Most Families Don't Need A Second Passport
Why residency, not a passport, is usually the right first move for a family building a Plan B.
Read →Essays, annual rankings, and predictions on citizenship and residency by investment. Not the rules anyone can republish, but the patterns I see across real engagements, written plainly and mapped back to one framework.
Most clients arrive wanting a second passport. More often, the passport is the last chapter, not the first.
Read the essay →Anyone can republish a program's requirements. These are the patterns I see across real engagements.
A working slate. New notes are added through the year, and rankings are refreshed each quarter as programs change.
Why residency, not a passport, is usually the right first move for a family building a Plan B.
Read →Real freedom comes from options, not from the strength of any single passport.
Read →The questions that decide a mobility plan, asked long before any program enters the conversation.
Read →The residency and citizenship routes that fit the most families, and the reasons they keep working.
Read →A popular European route that rarely earns its reputation, and what I weigh instead.
Read →The blind spots that quietly cost advisors and their clients real optionality.
Read →Why a clean, well-documented source of funds decides more files than the size of the cheque.
Read →How Portugal's recent reforms reshaped the calculus for new applicants.
Read →The residency programs I point American families toward right now, and why.
Read →Where founders and operators find the most flexible mobility today.
Read →The programs best suited to multi-generational family-office planning.
Read →The programs that improved most this year, and what actually changed.
Read →The routes I have stopped recommending, and the reasoning behind each.
Read →Where Portugal's program is likely headed, and how to plan around it.
Read →The Caribbean program most exposed to change, and what it means for timing.
Read →Where citizenship by investment is heading over the next decade.
Read →Why durable residency rights may outweigh passports in the years ahead.
Read →Lessons from 130 countries on freedom, family, and what mobility is really for.
Read →Why the wealthiest clients are often the least mobile, and what that teaches the rest of us.
Read →The cost of waiting, and why optionality is always cheapest before you need it.
Read →The most effective plans are almost always the least complicated.
Read →How to structure mobility planning in the narrow window after a liquidity event.
Read →What business owners need documented before a single euro moves.
Read →Coordinating global mobility across a family office and the advisors around it.
Read →Second-residency routes built around American clients and US funding rules.
Read →Planning mobility that holds up across children, grandchildren, and the generations after.
Read →Every engagement begins with a confidential conversation about your family's objectives, not a program pitch.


**What is required:**
Some lines below hold "phase". Pick them out and copy them.

**Record excerpts:**
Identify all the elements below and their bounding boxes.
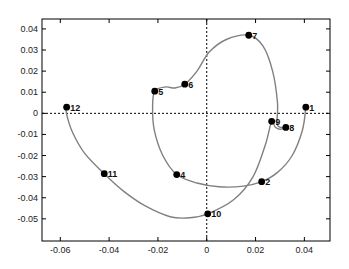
data-point-11: 11: [101, 169, 117, 179]
y-tick-label: 0: [33, 108, 38, 118]
point-marker: [101, 170, 108, 177]
point-marker: [282, 124, 289, 131]
trajectory-curve: [66, 35, 306, 218]
point-marker: [204, 210, 211, 217]
point-label: 2: [265, 177, 270, 187]
data-point-4: 4: [173, 170, 185, 180]
data-point-1: 1: [302, 103, 314, 113]
data-point-10: 10: [204, 209, 221, 219]
x-tick-label: -0.04: [99, 245, 120, 255]
point-label: 1: [309, 103, 314, 113]
point-marker: [173, 171, 180, 178]
x-tick-label: 0.04: [296, 245, 314, 255]
point-label: 6: [188, 80, 193, 90]
trajectory-path: [66, 35, 306, 218]
point-marker: [181, 81, 188, 88]
y-tick-label: -0.01: [17, 129, 38, 139]
labeled-points: 12456789101112: [63, 31, 314, 220]
point-marker: [268, 118, 275, 125]
point-label: 9: [275, 117, 280, 127]
y-tick-label: 0.03: [20, 45, 38, 55]
point-label: 7: [252, 31, 257, 41]
x-tick-label: -0.02: [148, 245, 169, 255]
data-point-8: 8: [282, 123, 294, 133]
data-point-6: 6: [181, 80, 193, 90]
x-tick-label: -0.06: [50, 245, 71, 255]
y-tick-label: 0.02: [20, 66, 38, 76]
axes: -0.06-0.04-0.0200.020.040.040.030.020.01…: [17, 19, 330, 255]
point-marker: [245, 32, 252, 39]
point-marker: [151, 88, 158, 95]
point-label: 10: [211, 209, 221, 219]
data-point-2: 2: [258, 177, 270, 187]
y-tick-label: -0.04: [17, 193, 38, 203]
point-label: 11: [108, 169, 118, 179]
point-label: 8: [289, 123, 294, 133]
x-tick-label: 0.02: [247, 245, 265, 255]
point-label: 4: [180, 170, 185, 180]
point-marker: [63, 104, 70, 111]
y-tick-label: -0.02: [17, 151, 38, 161]
point-marker: [302, 104, 309, 111]
point-label: 5: [158, 87, 163, 97]
point-label: 12: [70, 103, 80, 113]
y-tick-label: -0.05: [17, 214, 38, 224]
x-tick-label: 0: [204, 245, 209, 255]
data-point-7: 7: [245, 31, 257, 41]
trajectory-chart: 12456789101112 -0.06-0.04-0.0200.020.040…: [0, 0, 349, 269]
y-tick-label: 0.01: [20, 87, 38, 97]
point-marker: [258, 178, 265, 185]
y-tick-label: -0.03: [17, 172, 38, 182]
y-tick-label: 0.04: [20, 24, 38, 34]
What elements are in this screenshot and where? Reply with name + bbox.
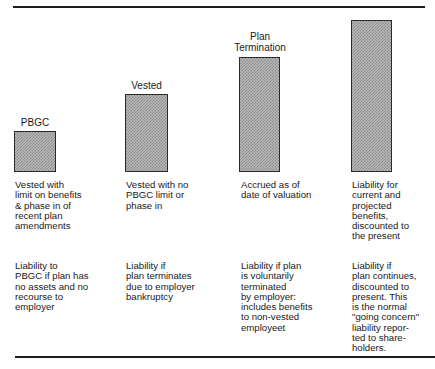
basis-pbgc: Vested with limit on benefits & phase in… <box>15 180 82 231</box>
bar-label-pbgc: PBGC <box>14 117 56 128</box>
meaning-plan-termination: Liability if plan is voluntarily termina… <box>241 261 312 333</box>
basis-vested: Vested with no PBGC limit or phase in <box>126 180 188 211</box>
bar-label-vested: Vested <box>120 80 173 91</box>
meaning-vested: Liability if plan terminates due to empl… <box>126 261 195 302</box>
bar-label-plan-termination: Plan Termination <box>229 31 291 53</box>
basis-plan-termination: Accrued as of date of valuation <box>241 180 311 201</box>
basis-going-concern: Liability for current and projected bene… <box>352 180 409 242</box>
bar-pbgc <box>14 131 56 172</box>
meaning-pbgc: Liability to PBGC if plan has no assets … <box>15 261 89 312</box>
top-rule <box>13 6 425 8</box>
bar-going-concern <box>351 20 392 172</box>
bottom-rule <box>15 356 435 358</box>
bar-plan-termination <box>239 57 280 172</box>
bar-vested <box>125 94 168 172</box>
meaning-going-concern: Liability if plan continues, discounted … <box>352 261 419 354</box>
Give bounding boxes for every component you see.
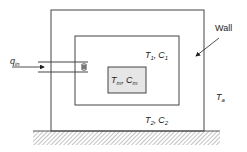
thermal-zone-diagram: qin Wall T1,C1 Tm,Cm Ta T2,C2 (0, 0, 247, 152)
coil-icon (82, 64, 87, 70)
wall-pointer-arrow (196, 38, 219, 56)
zone1-label: T1,C1 (145, 50, 168, 61)
ambient-label: Ta (216, 92, 226, 103)
ground-hatch (33, 131, 220, 145)
wall-label: Wall (215, 23, 232, 33)
zone2-label: T2,C2 (145, 115, 169, 126)
q-in-label: qin (10, 56, 20, 67)
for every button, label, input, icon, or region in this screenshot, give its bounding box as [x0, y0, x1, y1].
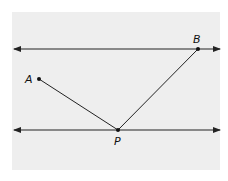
- label-b: B: [193, 33, 201, 46]
- geometry-diagram: A B P: [0, 0, 228, 181]
- point-a: [37, 77, 41, 81]
- label-p: P: [114, 135, 121, 148]
- point-p: [116, 128, 120, 132]
- point-b: [196, 47, 200, 51]
- label-a: A: [24, 73, 33, 86]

**Reply to the exercise:**
basis-pbgc: Vested with limit on benefits & phase in… <box>15 180 82 231</box>
basis-vested: Vested with no PBGC limit or phase in <box>126 180 188 211</box>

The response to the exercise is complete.